The Swallow hastily headed straight towards the donut-shaped fairground complex which looked more and more bleak. Wild vegetation, torn tents, twisted vertical loops. The ruined park no longer shone with its thousand colors of yesteryear. It could have been a movie set for the next Funhouse, which made Ali even more thrilled.
It was a miracle that the rusted garage’s door remained functional as drifting pebbles and cosmic radiation had severely damaged the exterior of the station. Once the ship parked vertically, we ventured into the main lobby where the atmosphere—charged with CO2 but breathable—was rancid and moist.
“This park has been closed for more than two decades—at least since the beginning of the Deep Rings Rush,” I said, looking at a pile of garbage near a smashed open ATM.
“How can you be so sure?”
“There’s a brick of milk without sinister missing child’s notice on it,” I answered while pointing to the faded cardboard container under a giant plush tiger emptied of its polystyrene foam. “Also, an ad for the Muppet Movie is stapled on the wooden panel near the souvenir shop.”
“This is the most fantabulous place in the system!” shouted Ali as she crossed the entrance’s gripped turnstiles under the vacant eye of a creepy animatronic.
I did not share her enthusiasm. Despite the sorry aspect of the park, we were not the only ones recently roaming around. On the covered dusty ground, tiny footprints were clearly visible. The newest ones belonged to a pack of small automatons. And one of them soon crossed our path.

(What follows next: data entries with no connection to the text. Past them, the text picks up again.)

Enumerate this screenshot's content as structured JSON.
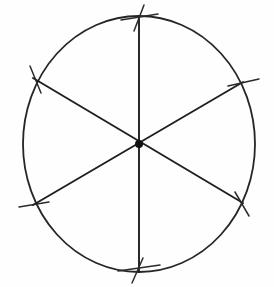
{
  "figure": {
    "title": "Circle divided into six equal sectors",
    "style": "hand-drawn pencil line art",
    "background_color": "#fefefe",
    "line_color": "#1f1f1f",
    "center_dot_color": "#111111"
  },
  "canvas": {
    "width": 274,
    "height": 287
  },
  "chart_data": {
    "type": "pie",
    "title": "Circle divided into six equal sectors",
    "categories": [
      "Sector 1",
      "Sector 2",
      "Sector 3",
      "Sector 4",
      "Sector 5",
      "Sector 6"
    ],
    "values": [
      60,
      60,
      60,
      60,
      60,
      60
    ],
    "unit": "degrees",
    "slice_count": 6,
    "slice_angle_degrees": 60,
    "labels_shown": false,
    "legend": false,
    "grid": false
  },
  "geometry": {
    "circle": {
      "name": "circle-outline",
      "center_x": 139,
      "center_y": 144,
      "radius_x": 116,
      "radius_y": 128,
      "stroke_width": 1.8
    },
    "center_point": {
      "name": "center-dot",
      "x": 139,
      "y": 144,
      "radius": 4
    },
    "diameters": [
      {
        "name": "vertical-diameter",
        "angle_degrees": 90,
        "x1": 139,
        "y1": 16,
        "x2": 139,
        "y2": 272
      },
      {
        "name": "upper-right-to-lower-left-diameter",
        "angle_degrees": 30,
        "x1": 243,
        "y1": 82,
        "x2": 33,
        "y2": 205
      },
      {
        "name": "upper-left-to-lower-right-diameter",
        "angle_degrees": 150,
        "x1": 33,
        "y1": 78,
        "x2": 243,
        "y2": 203
      }
    ],
    "vertices": [
      {
        "name": "vertex-top",
        "x": 139,
        "y": 16,
        "angle_degrees": 90
      },
      {
        "name": "vertex-upper-right",
        "x": 243,
        "y": 82,
        "angle_degrees": 30
      },
      {
        "name": "vertex-lower-right",
        "x": 243,
        "y": 203,
        "angle_degrees": 330
      },
      {
        "name": "vertex-bottom",
        "x": 139,
        "y": 272,
        "angle_degrees": 270
      },
      {
        "name": "vertex-lower-left",
        "x": 33,
        "y": 205,
        "angle_degrees": 210
      },
      {
        "name": "vertex-upper-left",
        "x": 33,
        "y": 78,
        "angle_degrees": 150
      }
    ],
    "tick_marks": [
      {
        "name": "tick-top",
        "x1": 121,
        "y1": 20,
        "x2": 158,
        "y2": 14
      },
      {
        "name": "tick-top-cross",
        "x1": 144,
        "y1": 5,
        "x2": 134,
        "y2": 31
      },
      {
        "name": "tick-upper-right",
        "x1": 228,
        "y1": 86,
        "x2": 259,
        "y2": 79
      },
      {
        "name": "tick-lower-right",
        "x1": 235,
        "y1": 192,
        "x2": 249,
        "y2": 216
      },
      {
        "name": "tick-bottom",
        "x1": 118,
        "y1": 271,
        "x2": 160,
        "y2": 265
      },
      {
        "name": "tick-bottom-cross",
        "x1": 143,
        "y1": 258,
        "x2": 132,
        "y2": 283
      },
      {
        "name": "tick-lower-left",
        "x1": 19,
        "y1": 207,
        "x2": 49,
        "y2": 202
      },
      {
        "name": "tick-upper-left",
        "x1": 30,
        "y1": 66,
        "x2": 41,
        "y2": 93
      }
    ]
  }
}
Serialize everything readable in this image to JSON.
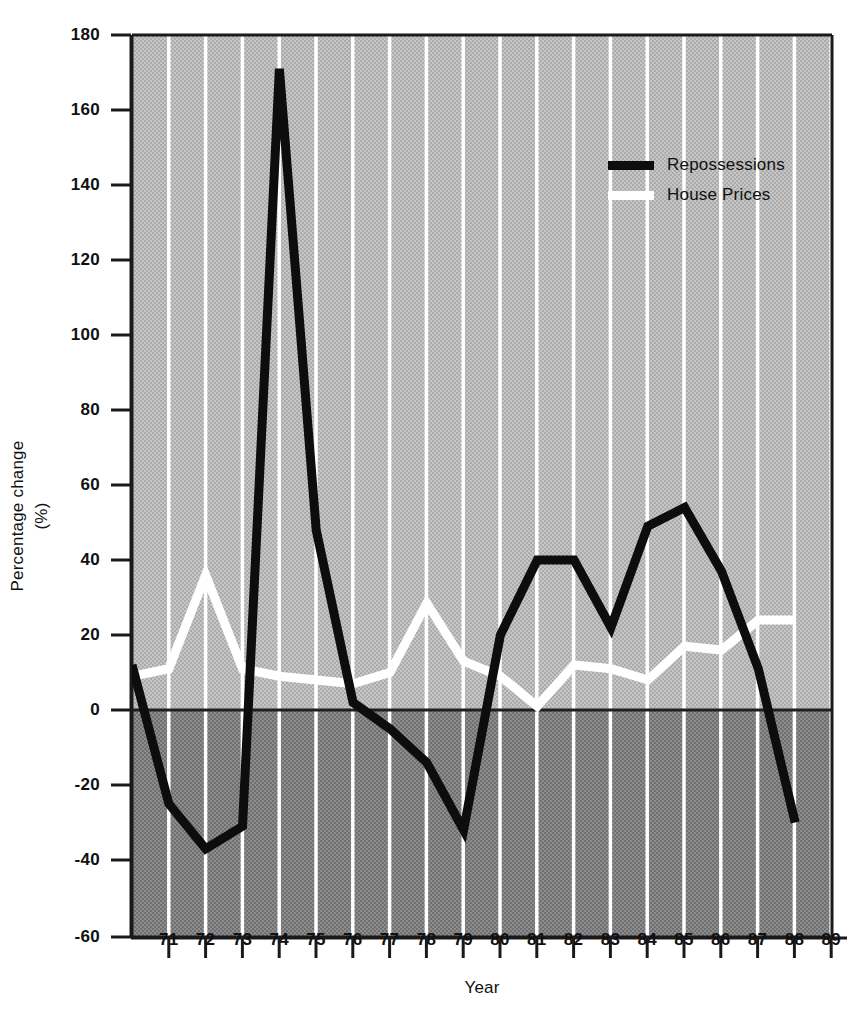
{
  "chart_data": {
    "type": "line",
    "title": "",
    "xlabel": "Year",
    "ylabel": "Percentage change",
    "ylabel_units": "(%)",
    "xlim": [
      70.0,
      89.0
    ],
    "ylim": [
      -60,
      180
    ],
    "yticks": [
      180,
      160,
      140,
      120,
      100,
      80,
      60,
      40,
      20,
      0,
      -20,
      -40,
      -60
    ],
    "ytick_labels": [
      "180",
      "160",
      "140",
      "120",
      "100",
      "80",
      "60",
      "40",
      "20",
      "0",
      "-20",
      "-40",
      "-60"
    ],
    "xticks": [
      71,
      72,
      73,
      74,
      75,
      76,
      77,
      78,
      79,
      80,
      81,
      82,
      83,
      84,
      85,
      86,
      87,
      88,
      89
    ],
    "xtick_labels": [
      "71",
      "72",
      "73",
      "74",
      "75",
      "76",
      "77",
      "78",
      "79",
      "80",
      "81",
      "82",
      "83",
      "84",
      "85",
      "86",
      "87",
      "88",
      "89"
    ],
    "grid": "vertical-white-gridlines",
    "legend_position": "upper-right-inside",
    "x": [
      70.0,
      71,
      72,
      73,
      74,
      75,
      76,
      77,
      78,
      79,
      80,
      81,
      82,
      83,
      84,
      85,
      86,
      87,
      88
    ],
    "series": [
      {
        "name": "Repossessions",
        "color": "#0d0d0d",
        "values": [
          12,
          -25,
          -37,
          -31,
          171,
          48,
          2,
          -5,
          -14,
          -32,
          20,
          40,
          40,
          22,
          49,
          54,
          37,
          11,
          -30
        ]
      },
      {
        "name": "House Prices",
        "color": "#ffffff",
        "values": [
          9,
          11,
          36,
          11,
          9,
          8,
          7,
          10,
          28.5,
          13,
          9,
          1,
          12,
          11,
          8,
          17,
          16,
          24,
          24
        ]
      }
    ],
    "annotations": {
      "zero_line": 0,
      "below_zero_shading": "#808080",
      "above_zero_shading": "#b9b9b9"
    }
  },
  "legend": {
    "items": [
      {
        "label": "Repossessions",
        "swatch": "black"
      },
      {
        "label": "House Prices",
        "swatch": "white"
      }
    ]
  },
  "colors": {
    "plot_upper_bg": "#b9b9b9",
    "plot_lower_bg": "#808080",
    "gridline": "#ffffff",
    "axis": "#1a1a1a",
    "repossessions": "#0d0d0d",
    "house_prices": "#ffffff",
    "page_bg": "#ffffff"
  }
}
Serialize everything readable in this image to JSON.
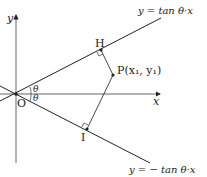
{
  "diagram": {
    "axes": {
      "x_label": "x",
      "y_label": "y",
      "origin_label": "O"
    },
    "lines": [
      {
        "id": "upper",
        "equation": "y = tan θ·x"
      },
      {
        "id": "lower",
        "equation": "y = − tan θ·x"
      }
    ],
    "angles": [
      {
        "label": "θ"
      },
      {
        "label": "θ"
      }
    ],
    "points": {
      "P": "P(x₁, y₁)",
      "H": "H",
      "I": "I"
    }
  }
}
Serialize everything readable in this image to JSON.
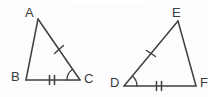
{
  "figure": {
    "background_color": "#fdfdfd",
    "stroke_color": "#3f3f44",
    "triangles": [
      {
        "name": "triangle-abc",
        "vertices": [
          {
            "label": "A",
            "x": 38,
            "y": 19,
            "label_x": 25,
            "label_y": 6
          },
          {
            "label": "B",
            "x": 26,
            "y": 80,
            "label_x": 11,
            "label_y": 70
          },
          {
            "label": "C",
            "x": 80,
            "y": 80,
            "label_x": 84,
            "label_y": 72
          }
        ],
        "sides": [
          {
            "name": "side-ab",
            "from": "A",
            "to": "B",
            "ticks": 0
          },
          {
            "name": "side-ac",
            "from": "A",
            "to": "C",
            "ticks": 1
          },
          {
            "name": "side-bc",
            "from": "B",
            "to": "C",
            "ticks": 2
          }
        ],
        "angle_marks": [
          {
            "name": "angle-c",
            "at": "C",
            "arcs": 1
          }
        ]
      },
      {
        "name": "triangle-def",
        "vertices": [
          {
            "label": "E",
            "x": 178,
            "y": 21,
            "label_x": 172,
            "label_y": 6
          },
          {
            "label": "D",
            "x": 124,
            "y": 86,
            "label_x": 110,
            "label_y": 76
          },
          {
            "label": "F",
            "x": 196,
            "y": 86,
            "label_x": 200,
            "label_y": 76
          }
        ],
        "sides": [
          {
            "name": "side-de",
            "from": "D",
            "to": "E",
            "ticks": 1
          },
          {
            "name": "side-ef",
            "from": "E",
            "to": "F",
            "ticks": 0
          },
          {
            "name": "side-df",
            "from": "D",
            "to": "F",
            "ticks": 2
          }
        ],
        "angle_marks": [
          {
            "name": "angle-d",
            "at": "D",
            "arcs": 1
          }
        ]
      }
    ]
  }
}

“Isn’t it cute, Lee? It reminds me of F.A.B. but shaped like a Wonder Ball.”
I grunted. The ridiculous robot was the opposite of endearing. It was a modest iron ball roughly painted in red with thin skeletal limbs. All around the ventral joint circling this mini-sphere, someone had drawn sharp teeth with a permanent marker after adding three stupid googly eyes.
“We’re bringing him back!” Ali pursued, brushing her new pet. “Imma find another one for you.”
“You better put it down,” I coughed as she was rummaging through the dust and a pile of moldy folded maps. “It could already belong to someone.”
My human pouted and wanted to rest the bot on a mailbox yet the little machine had clamped its small metal limbs around her fingers. Trying to free herself, Ali shook it like a broken Magic 8 Ball but without further success. “The fuck you doing?” Ali cursed before wincing in pain. “Stop it! You’re hurting me you little—” The robot suddenly opened in two and a long elastic tongue concluded by a threatening hypodermic syringe slowly unfolded before dancing in the air as a cobra would have done to the sound of his master’s flute. “Oh shit! Lee! Help m—ouch!” Helpless, Ali got stung between the eyes and fell backwards.
“I told you so—” Taken by surprise, I ended up slammed to the ground by three other bots. These little punks had just appeared from a candy shop. Not without fighting back, I sadly suffered the same fate. And I could only blame my ludicrous partner!